The easiest way a warrior has to tank multiple mobs is called tab-targeting. Basically, you gather the mobs you'll be tanking up around yourself as best you can, and then use your sunder or devastate on each of them in turn, hitting the tab key to change targets until you've gotten them all. This can be made easier with macros that make it so you don't have to change targets at all - one macro I like is called the 'mouseover sunder' because it applies a sunder effect to a mob without you having to deselect your target or even do any damage at all to it, meaning that you can sunder CC'd mobs without breaking them out of CC. For ease of use I'll reproduce the macro here.

/cast [target=mouseover, exists, harm] Suner Armor; Sunder Armor

There is also a combined devastate/sunder macro on the same page just below the mouseover sunder macro. With or without the macro, tab sunder/devastate is a very inefficient way to tank multiple mobs, but it is basically the only way you have as a warrior. You can throw thunderclaps into the fray as well if you're in a safe place to do so (ie, won't break CC) and use Demo Shout, but neither really generates so much threat that you'll hold anything in place with them. In general, if you get a lucky shield block during this (because you probably won't have rage to use your shield block ability and will have to rely on your passive block) you may be able to throw a revenge at a mob, or perhaps a shield slam if you get lucky on rage generation, but don't expect to be able to hold more than three mobs without significant help from your party. If they can't or won't give it to you, then you'll fail to hold aggro. It's that simple.

This is fairly simple advice on tanking rotations, and as you learn the class you'll come up with your own variations and uses of specials. That's fine and to be expected. These basics are not meant to be help up as the perfect standard, they're just a means to start getting comfortable with the variety of options available to you as you start tanking.
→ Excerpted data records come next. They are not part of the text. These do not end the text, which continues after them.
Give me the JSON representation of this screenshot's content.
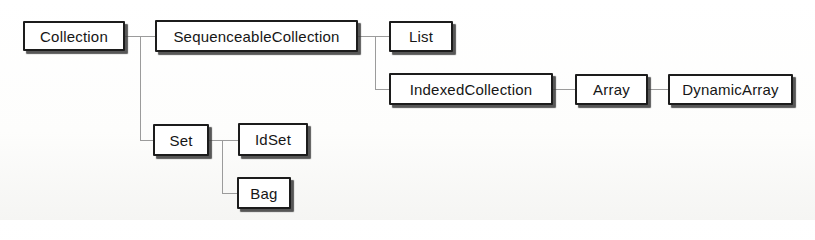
{
  "diagram": {
    "nodes": [
      {
        "id": "collection",
        "label": "Collection",
        "parent": null
      },
      {
        "id": "sequenceable-collection",
        "label": "SequenceableCollection",
        "parent": "Collection"
      },
      {
        "id": "list",
        "label": "List",
        "parent": "SequenceableCollection"
      },
      {
        "id": "indexed-collection",
        "label": "IndexedCollection",
        "parent": "SequenceableCollection"
      },
      {
        "id": "array",
        "label": "Array",
        "parent": "IndexedCollection"
      },
      {
        "id": "dynamic-array",
        "label": "DynamicArray",
        "parent": "Array"
      },
      {
        "id": "set",
        "label": "Set",
        "parent": "Collection"
      },
      {
        "id": "id-set",
        "label": "IdSet",
        "parent": "Set"
      },
      {
        "id": "bag",
        "label": "Bag",
        "parent": "Set"
      }
    ],
    "edges": [
      {
        "from": "Collection",
        "to": "SequenceableCollection"
      },
      {
        "from": "Collection",
        "to": "Set"
      },
      {
        "from": "SequenceableCollection",
        "to": "List"
      },
      {
        "from": "SequenceableCollection",
        "to": "IndexedCollection"
      },
      {
        "from": "IndexedCollection",
        "to": "Array"
      },
      {
        "from": "Array",
        "to": "DynamicArray"
      },
      {
        "from": "Set",
        "to": "IdSet"
      },
      {
        "from": "Set",
        "to": "Bag"
      }
    ],
    "colors": {
      "box_fill": "#ffffff",
      "box_border": "#1c1c1c",
      "box_shadow": "#3a3a3a",
      "connector": "#9b9b9b",
      "background": "#fdfdfc"
    }
  }
}
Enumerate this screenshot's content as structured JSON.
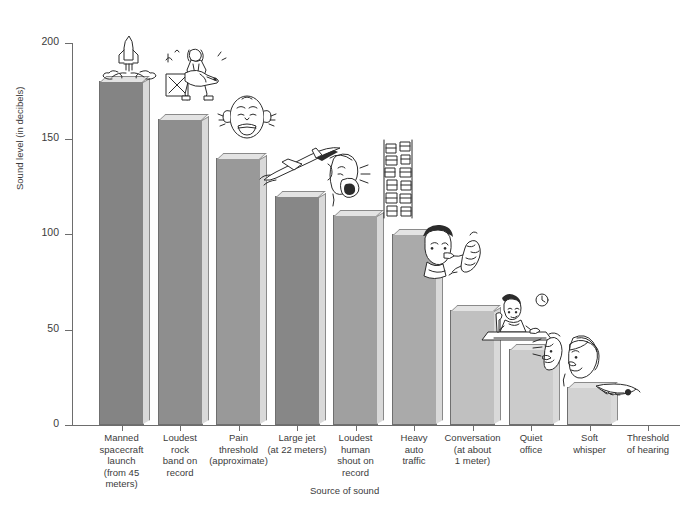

Rotations for grinding, questing and non-tanking warriors in groups/raids are a different story, and depend greatly on what spec the warrior is. There's no real 'rotation' in PvP because you use whatever ability you have the rage for depending on the unpredictable and chaotic nature of what the other players you're trying to kill are getting up to - sometimes you'll hit hamstring, or piercing howl, sometimes it's unloading your biggest damage instant (be it MS or Bloodthirst), sometimes trying to fear bomb folks away, there's no standard to what a PvP warrior spends his rage on, and no question of aggro to be maintained. Since I plan on covering warrior DPS specs in more detail soon, I'll leave their rotations for later, as this column is already ponderously long and you're probably all falling asleep. Up next week, warrior DPS specs and rotations!

Boy, was this a convenient letter for me to get. Thanks again, Arnold.

If you have any tips, suggestions or personal experience with your tanking rotations to share, please do so, we love comments here at TCAFOW.




Check out more strategies, tips and leveling guides for Warriors in Matthew Rossi's weekly class column: The Care and Feeding of Warriors.